The SoftBank Effect: How $100 Billion Left Workers In A Hole

Long Reads Tech World

Masayoshi Son, SoftBank’s chief executive, was hailed as a kingmaker in 2016 when he unveiled the Vision Fund. Using the cash hoard, Mr. Son poured money into fledgling companies across the world, many of which have a business model of hiring contractors who deliver their services. Above all, he urged these start-ups to grow as fast as possible.

For Bumble, The Future Isn’t Female, It’s Female Marketing

For Bumble, The Future Isn’t Female, It’s Female Marketing

Apps Long Reads Media Tech

Whitney Wolfe Herd set out to build a safer dating app for women, but it’s not clear that she’s made a measurable difference. According to a company user survey, about a third of Bumble women had received lewd photos from men, whether through text or other social media that Bumble couldn’t control.

The Long-Lost Story Of The Longest Book Ever Written

The Long-Lost Story Of The Longest Book Ever Written

History Long Reads

For or a long time, Joe Gould thought he was going blind. This was before he lost his teeth, and years before he lost the history of the world he’d been writing in hundreds of dime-store composition notebooks, their black covers mottled like the pelt of a speckled goat, their white pages lined with thin blue veins.

Thirty-Six Thousand Feet Under The Sea

Thirty-Six Thousand Feet Under The Sea

Long Reads World

For more than a year, the team trying to reach the deepest point in every ocean faced challenges as timeless as bad weather and as novel as the equipment they invented. This is the story of the explorers who set one of the last meaningful records on earth.

The Long-Forgotten Vigilante Murders Of The San Luis Valley

The Long-Forgotten Vigilante Murders Of The San Luis Valley

Crime History Long Reads

For more than a century, historians, writers, and artists were guilty of creating a mythologized version of the American West. How history forgot Felipe and Vivián Espinosa, two of the American West’s most brutal killers—and the complicated story behind their murderous rampage.

Tony Futura

Inspiration
Tony Futura
Chaos At The Top Of The World

Chaos At The Top Of The World

Long Reads Nature World

It was one of the most arresting viral photos of the year: a horde of climbers clogged atop Mount Everest. But it only begins to capture the deadly realities of what transpired that day at 29,000 feet.
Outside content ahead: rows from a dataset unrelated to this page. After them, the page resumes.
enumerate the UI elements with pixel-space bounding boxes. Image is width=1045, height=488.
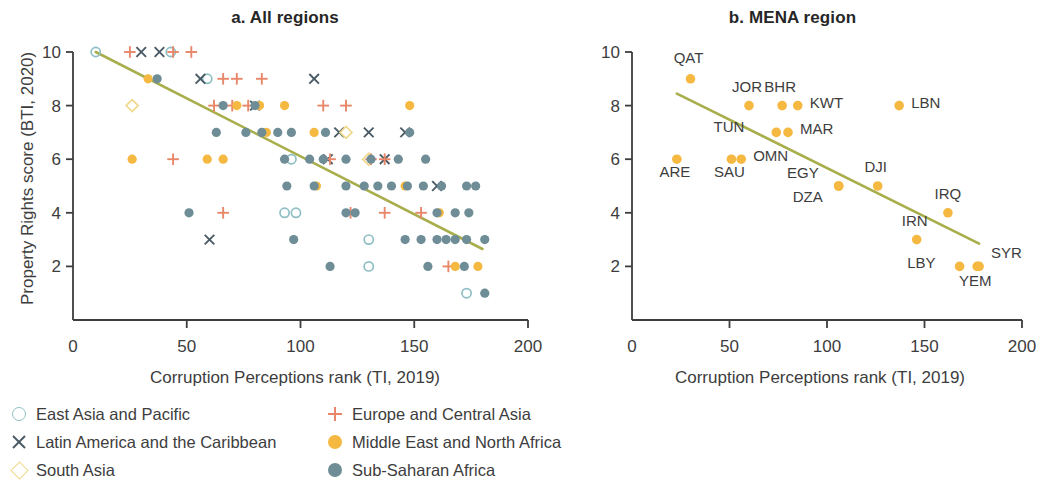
data-point-filled-circle: [280, 155, 289, 164]
data-point-filled-circle: [219, 155, 228, 164]
data-point-filled-circle: [480, 289, 489, 298]
point-label-mar: MAR: [800, 120, 834, 137]
data-point-filled-circle: [955, 262, 965, 272]
open-diamond-icon: [6, 458, 32, 482]
point-label-yem: YEM: [959, 272, 992, 289]
y-tick-label: 10: [601, 43, 620, 62]
data-point-plus: [231, 73, 243, 85]
point-label-jor: JOR: [732, 78, 762, 95]
cross-x-icon: [6, 430, 32, 454]
y-tick-label: 6: [611, 150, 620, 169]
panel-all-regions: a. All regions Property Rights score (BT…: [0, 0, 560, 400]
data-point-open-circle: [462, 289, 471, 298]
data-point-plus: [217, 73, 229, 85]
panel-b-x-axis-label: Corruption Perceptions rank (TI, 2019): [620, 368, 1020, 388]
data-point-filled-circle: [894, 101, 904, 111]
data-point-filled-circle: [777, 101, 787, 111]
data-point-filled-circle: [319, 155, 328, 164]
data-point-x: [136, 47, 146, 57]
data-point-filled-circle: [783, 128, 793, 138]
data-point-filled-circle: [736, 154, 746, 164]
data-point-filled-circle: [834, 181, 844, 191]
y-tick-label: 8: [52, 97, 61, 116]
data-point-x: [205, 235, 215, 245]
data-point-filled-circle: [351, 208, 360, 217]
point-label-irn: IRN: [902, 212, 928, 229]
legend-item[interactable]: South Asia: [6, 456, 326, 484]
data-point-x: [364, 128, 374, 138]
point-label-tun: TUN: [713, 118, 744, 135]
legend-item[interactable]: East Asia and Pacific: [6, 400, 326, 428]
data-point-x: [155, 47, 165, 57]
panel-b-plot: 246810050100150200QATARESAUOMNJORBHRKWTL…: [560, 0, 1045, 400]
data-point-filled-circle: [421, 155, 430, 164]
data-point-filled-circle: [462, 235, 471, 244]
data-point-filled-circle: [128, 155, 137, 164]
data-point-filled-circle: [250, 101, 259, 110]
legend-item[interactable]: Middle East and North Africa: [322, 428, 652, 456]
data-point-filled-circle: [432, 208, 441, 217]
point-label-bhr: BHR: [764, 78, 796, 95]
data-point-plus: [124, 46, 136, 58]
y-tick-label: 2: [52, 257, 61, 276]
x-tick-label: 50: [177, 337, 196, 356]
data-point-filled-circle: [442, 235, 451, 244]
x-tick-label: 0: [68, 337, 77, 356]
data-point-x: [196, 74, 206, 84]
point-label-lbn: LBN: [911, 94, 940, 111]
data-point-filled-circle: [873, 181, 883, 191]
open-circle-icon: [6, 402, 32, 426]
data-point-filled-circle: [341, 155, 350, 164]
legend-column-left: East Asia and PacificLatin America and t…: [6, 400, 326, 484]
filled-circle-icon: [322, 430, 348, 454]
data-point-plus: [340, 100, 352, 112]
x-tick-label: 150: [910, 337, 938, 356]
legend-label: Latin America and the Caribbean: [36, 433, 276, 452]
legend-label: Europe and Central Asia: [352, 405, 531, 424]
data-point-filled-circle: [686, 74, 696, 84]
data-point-filled-circle: [462, 181, 471, 190]
data-point-plus: [317, 100, 329, 112]
data-point-open-diamond: [340, 126, 352, 138]
x-tick-label: 150: [400, 337, 428, 356]
x-tick-label: 50: [720, 337, 739, 356]
data-point-filled-circle: [744, 101, 754, 111]
x-tick-label: 100: [286, 337, 314, 356]
axes: 246810050100150200: [42, 43, 542, 356]
data-point-filled-circle: [403, 181, 412, 190]
y-tick-label: 4: [611, 204, 620, 223]
plus-icon: [322, 402, 348, 426]
point-label-dji: DJI: [864, 158, 887, 175]
data-point-filled-circle: [473, 262, 482, 271]
data-point-filled-circle: [321, 128, 330, 137]
data-point-filled-circle: [289, 235, 298, 244]
panel-a-plot: 246810050100150200: [0, 0, 560, 400]
data-point-filled-circle: [287, 128, 296, 137]
point-label-are: ARE: [659, 163, 690, 180]
data-point-filled-circle: [451, 235, 460, 244]
data-point-filled-circle: [203, 155, 212, 164]
data-point-plus: [379, 207, 391, 219]
data-point-filled-circle: [471, 181, 480, 190]
data-point-open-circle: [291, 208, 300, 217]
data-point-filled-circle: [341, 181, 350, 190]
data-point-plus: [167, 153, 179, 165]
x-tick-label: 100: [813, 337, 841, 356]
data-point-filled-circle: [325, 262, 334, 271]
data-point-filled-circle: [401, 235, 410, 244]
data-point-filled-circle: [451, 262, 460, 271]
data-point-filled-circle: [184, 208, 193, 217]
data-point-filled-circle: [793, 101, 803, 111]
data-point-open-circle: [364, 235, 373, 244]
data-point-filled-circle: [460, 262, 469, 271]
legend-item[interactable]: Sub-Saharan Africa: [322, 456, 652, 484]
data-point-filled-circle: [405, 101, 414, 110]
legend-item[interactable]: Europe and Central Asia: [322, 400, 652, 428]
data-point-filled-circle: [912, 235, 922, 245]
data-point-filled-circle: [451, 208, 460, 217]
data-point-plus: [256, 73, 268, 85]
panel-mena-region: b. MENA region 246810050100150200QATARES…: [560, 0, 1045, 400]
legend-item[interactable]: Latin America and the Caribbean: [6, 428, 326, 456]
data-point-filled-circle: [273, 128, 282, 137]
data-point-filled-circle: [419, 181, 428, 190]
These are the untold accounts of the people who were there.

Life Under The Algorithm

Life Under The Algorithm

Business Economics Life Long Reads

Increase your output, get paid more. Wages go up with productivity. Until, it turns out, they don’t anymore. The unwinding of this agreement in recent decades, such that workers must continue to produce more without expecting it to show up in their pay stubs, has now been the subject of a good deal of discussion and debate.

The Unraveling Of America

The Unraveling Of America

Economics Long Reads Politics

If and when the Chinese are ascendant, with their concentration camps for the Uighurs, the ruthless reach of their military, their 200 million surveillance cameras watching every move and gesture of their people, we will surely long for the best years of the American century.

The Stradivarius Affair

The Stradivarius Affair

Crime Long Reads

It isn’t every day that a street criminal—a high-school dropout with two felony convictions—is accused of stealing a centuries-old violin worth as much as $6 million. But nothing about the heist of the Lipinski Stradivarius, which galvanized the music world last winter, was normal, or even logical.
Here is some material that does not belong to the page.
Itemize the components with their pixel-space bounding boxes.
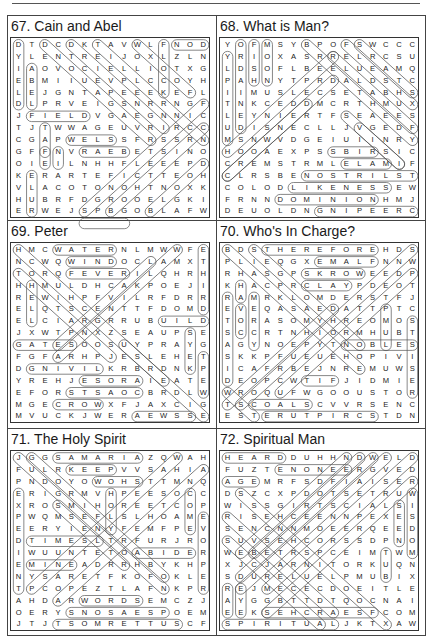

How Facebook Works For Trump

How Facebook Works For Trump

Long Reads Media Politics

During the 2016 election cycle, Trump’s team ran 5.9 million ads on Facebook, spending $44 million from June to November alone. He won the presidency by using the social network’s advertising machinery in exactly the way the company wanted. He’s poised to do it again.

Pleas Of Insanity: The Mysterious Case Of Anthony Montwheeler

Pleas Of Insanity: The Mysterious Case Of Anthony Montwheeler

Crime Long Reads Psychology

If Anthony Montwheeler does suffer from a mental illness, one that caused him to become extremely violent, how were the hospital staff and the review board so easily fooled? And, if he does not, why, a month after winning release, did he commit a senseless murder in the full view of multiple witnesses?